Harvard pecked a few keys and Bryson’s image returned to the far left corner. He waited there for something, impatient.

The limo, she thought as Bryson checked the screen of his phone and answered her call. A few minutes later, the limo arrived and a tall dark-haired man opened the door for Bryson. A moment after that, the vehicle pulled away from the curb with her brother inside.

“License plate?” Gabe asked.

“Partial. I’m already running it. And the phone call…” Harvard rewound the footage to check the timestamp. “…came in at 0620. With a little finessing, I can get into his records, see who he spoke to.”

“Do it. Also see if—”

“It was me,” Audrey said and Gabe turned narrowed eyes on her.

“What?”

“It was me,” she repeated. “I called him. I have—was supposed to have an art show this weekend in San Jose and wanted to make sure he remembered. He didn’t.”

Gabe straightened away from the computer. “What else did he say?”

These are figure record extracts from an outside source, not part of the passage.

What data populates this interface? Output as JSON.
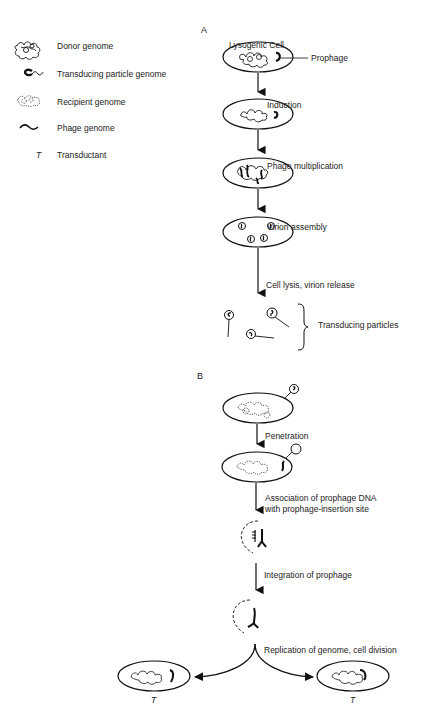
{
  "legend": {
    "items": [
      {
        "icon": "donor-genome-icon",
        "label": "Donor genome"
      },
      {
        "icon": "transducing-particle-genome-icon",
        "label": "Transducing particle genome"
      },
      {
        "icon": "recipient-genome-icon",
        "label": "Recipient genome"
      },
      {
        "icon": "phage-genome-icon",
        "label": "Phage genome"
      },
      {
        "icon": "transductant-symbol",
        "symbol": "T",
        "label": "Transductant"
      }
    ]
  },
  "panel_a": {
    "label": "A",
    "title": "Lysogenic Cell",
    "prophage_label": "Prophage",
    "steps": [
      "Induction",
      "Phage multiplication",
      "Virion assembly",
      "Cell lysis, virion release"
    ],
    "result_label": "Transducing particles"
  },
  "panel_b": {
    "label": "B",
    "steps": [
      "Penetration",
      "Association of prophage DNA",
      "with prophage-insertion site",
      "Integration of prophage",
      "Replication of genome, cell division"
    ],
    "outcomes": [
      {
        "symbol": "T"
      },
      {
        "symbol": "T"
      }
    ]
  }
}
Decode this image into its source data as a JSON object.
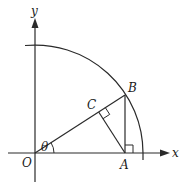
{
  "diagram": {
    "type": "geometry",
    "axes": {
      "x_label": "x",
      "y_label": "y"
    },
    "points": {
      "O": {
        "label": "O"
      },
      "A": {
        "label": "A"
      },
      "B": {
        "label": "B"
      },
      "C": {
        "label": "C"
      }
    },
    "angle_label": "θ",
    "right_angles": [
      "at A (OA ⟂ AB)",
      "at C (AC ⟂ OB)"
    ],
    "colors": {
      "stroke": "#2a2a2a",
      "background": "#ffffff"
    }
  }
}
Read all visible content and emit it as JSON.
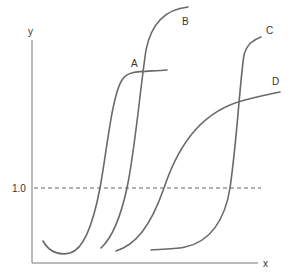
{
  "diagram": {
    "axes": {
      "x_label": "x",
      "y_label": "y"
    },
    "reference_line": {
      "label": "1.0",
      "style": "dashed"
    },
    "curves": [
      {
        "id": "A",
        "label": "A"
      },
      {
        "id": "B",
        "label": "B"
      },
      {
        "id": "C",
        "label": "C"
      },
      {
        "id": "D",
        "label": "D"
      }
    ],
    "colors": {
      "curve": "#6a6a6a",
      "axis": "#777777",
      "text": "#333333",
      "background": "#ffffff"
    }
  }
}
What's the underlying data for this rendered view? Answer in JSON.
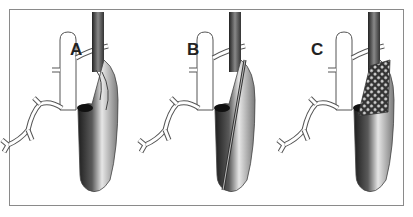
{
  "figure": {
    "panels": [
      {
        "label": "A",
        "stage": "vessel-with-dissection"
      },
      {
        "label": "B",
        "stage": "catheter-insertion"
      },
      {
        "label": "C",
        "stage": "stent-deployed"
      }
    ]
  },
  "colors": {
    "frame": "#8a8a8a",
    "vessel_dark": "#2a2a2a",
    "vessel_light": "#d8d8d8",
    "branch": "#ffffff",
    "outline": "#555555"
  }
}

She shrugged. “Typical Bryson stuff. He had to work. He was off to another meeting.”

“Where?”

“He didn’t say. I started lecturing him on how he works too much, how he’s missing out on his sons’ lives, and how his doctor said he needed to take it easy.” She noticed a faint scowl pass over Gabe’s hard features at that, but he hid it in a blink.

“The medical records I have for your brother don’t mention any serious conditions,” Jesse Warrick said, concern in his voice.

“Uh, no, he doesn’t have any,” she answered. “I mean, nothing that he needs medicine for or anything. He just had some chest pains last summer. They ran tests and are keeping an eye on him, but so far, it seems to be an isolated incident. The doctors think it was caused by a panic attack.”

Jesse looked at Gabe. “The records I have don’t mention anything about chest pain.”

Gabe appeared frustrated and said something back, but she didn’t hear him because Quinn asked from across the room, “Did you hear anything else when you were on the phone with Bryson?”

She glanced over at him. Such solemn intensity. He made her uncomfortable, so she returned her gaze to Gabe. “I heard a man’s voice say in Spanish that Bryson needed to relax, that nobody was going to hurt him because he—” She had to stop and clear away the lump forming in her throat. “Because he was worth too much money. After that, the line went dead.”

“So naturally you jumped on the first flight to Colombia and put yourself at risk.” Gabe held up a hand when her mouth opened to fire back a defense. “Forget it. What else did Bryson say? Can you remember anything else about that conversation?”

Oh, what a condescending, overbearing…

No, she told herself and clenched her teeth to reign in her temper, don’t let him get to you. There would be plenty of time to rip into him later. Now, she had to focus.

For Bryson.

She shut her eyes, replayed the conversation for the hundredth, maybe thousandth, time in the last twenty-four hours. “He didn’t say anything else to me. When the limo arrived, he had a short conversation with the driver. I couldn’t hear all of it, but I think the driver introduced himself as Jacinto.”

Gabe snapped his fingers and turned to Harvard. “Any clear shots of the driver’s face?”

“Not clear, boss. One profile. Pretty grainy, but I might be able to clean it up. If I can get a clear enough picture, I’ll find you a name, birthday, and the name of his last one-night-stand.”

“Do it. How’s the EPC research coming?”

“Getting there. I have some possible EPC hangouts that need checking.”